Keywords: book review
Accord

On weekends, my mother would sit me down between her legs in the tight space of our back patio and teach me about control. It was the only free time she had between work and looking after me, my brother, and my sick father.
Just Now

On a morning when I need you most, the cardinal appears in the dead bush we meant to pull last spring. His round frame hefty, feathers tight to his bobbing body, as if he’s the beating heart of the gray yard.
Paper Boats

It’s Christmas Eve. Grandpa sits between my brother, Jeff, and me in the church pew. Grandpa must see that we’re fading, because as soon as we're seated after singing “Oh Holy Night,” he nods at the bulletin in his hands.
The Green Apple God

When I arrived at the Stella Maris chapel, orange and blue rays of sunlight flooded through a stained glass window. The warm shafts of color felt like answers to a question I didn’t know how to ask.
Gestures

Amelia folds her hands in her lap, like an elderly man at mass during the homily. They say certain facial expressions and body language are inherited, as if a blueprint for gestures is written on our genes.
Chocolate and Wine

In “What Would John Williams Do?”—Williams was the author of the lately renowned novel Stoner—Frank recounts a conversation she had at a cocktail party with another writer who was describing “rampant writerly success. Travel, publication, money.” After this other author’s good fortune with a new book, the author had snagged a top-tier agent who’d sold the next book for a high five-figure advance. This writer, tall and smiling, teeth flashing in the late afternoon sunlight, hoped for six figures. Frank confides to the reader that she wanted to disappear. The only thing she was hoping for? A “handful” of her husband’s Ativans.
Keywords: book review
Death, Grief, and Honey Nut Cheerios

6:30 Tuesday morning. My four-year-old daughter sits next to me, scooping spoonfuls of cereal toward her mouth as milk drips onto her bare chest. Emmalani prefers life without clothing.
2021 - Disequilibria by Robert Lunday

Winner of the River Teeth Literary Nonfiction PrizeDisequilibria: Meditations on Missingness is a hybrid memoir that recounts the 1982 disappearance of the author's stepfather, James Edward Lewis, a pilot and Vietnam veteran. Recounting his family's
Ode to A Buddhahead Dad

Dad is a chain-smoking, poker-playing, John Wayne-loving carpenter. A blue-collar Baryshnikov who swings hammers with sinewy grace.
Into the Mist

The rain left a fresh scent on the leaves and mist lingered as I walked my dad down the hill to the lakeshore. The ground was moist and the lake cloaked in a whiteout so pure I could hear only the water lapping the shore.
Itch

I began with the paperbacks.
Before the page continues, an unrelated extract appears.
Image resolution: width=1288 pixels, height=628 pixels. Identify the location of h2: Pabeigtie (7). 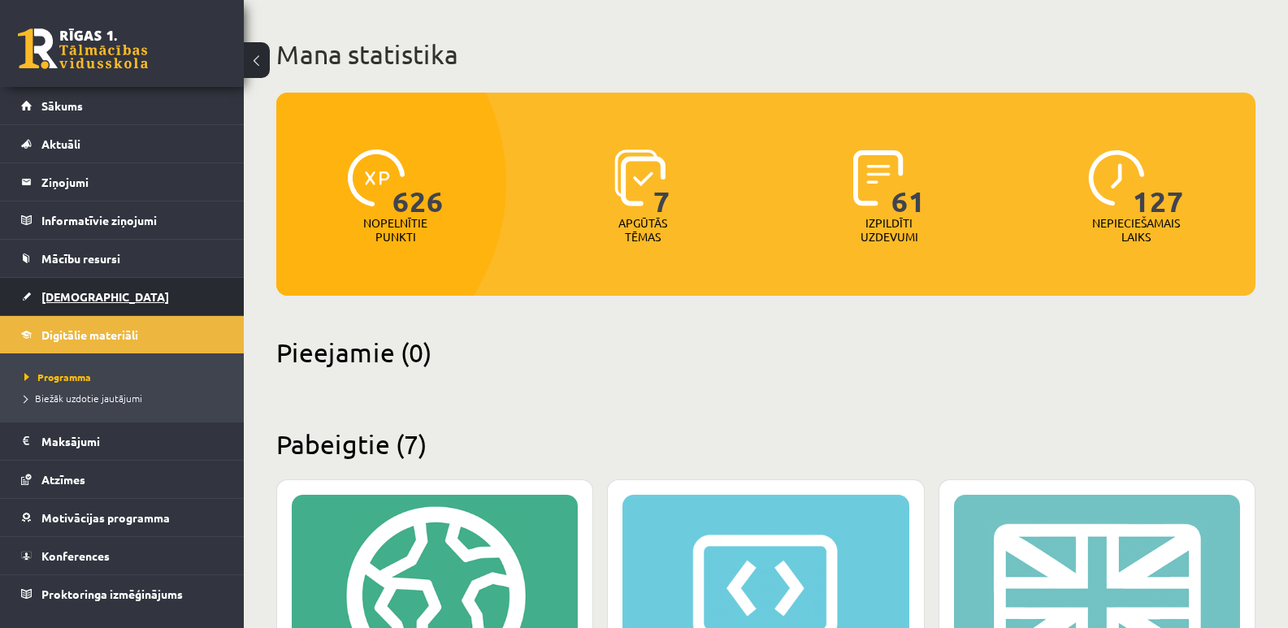
(765, 444).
Upside down, by the spine, shook hard, a snow of recipes, bookmarks, cigarette papers, index cards. Searching not for the obvious treasures — jewelry, money, last wills — instead, moments after my grandmother took her last breath, I began to hunt for the sketch.
I Feel As One in Sex But Also

Dishes drying, dryer broken, wet T’s strewn over chairs, we let the couch hold us up for one more hour of TV. Why? We want each other’s bodies. Right now—want them the way we’ve had them for twenty years.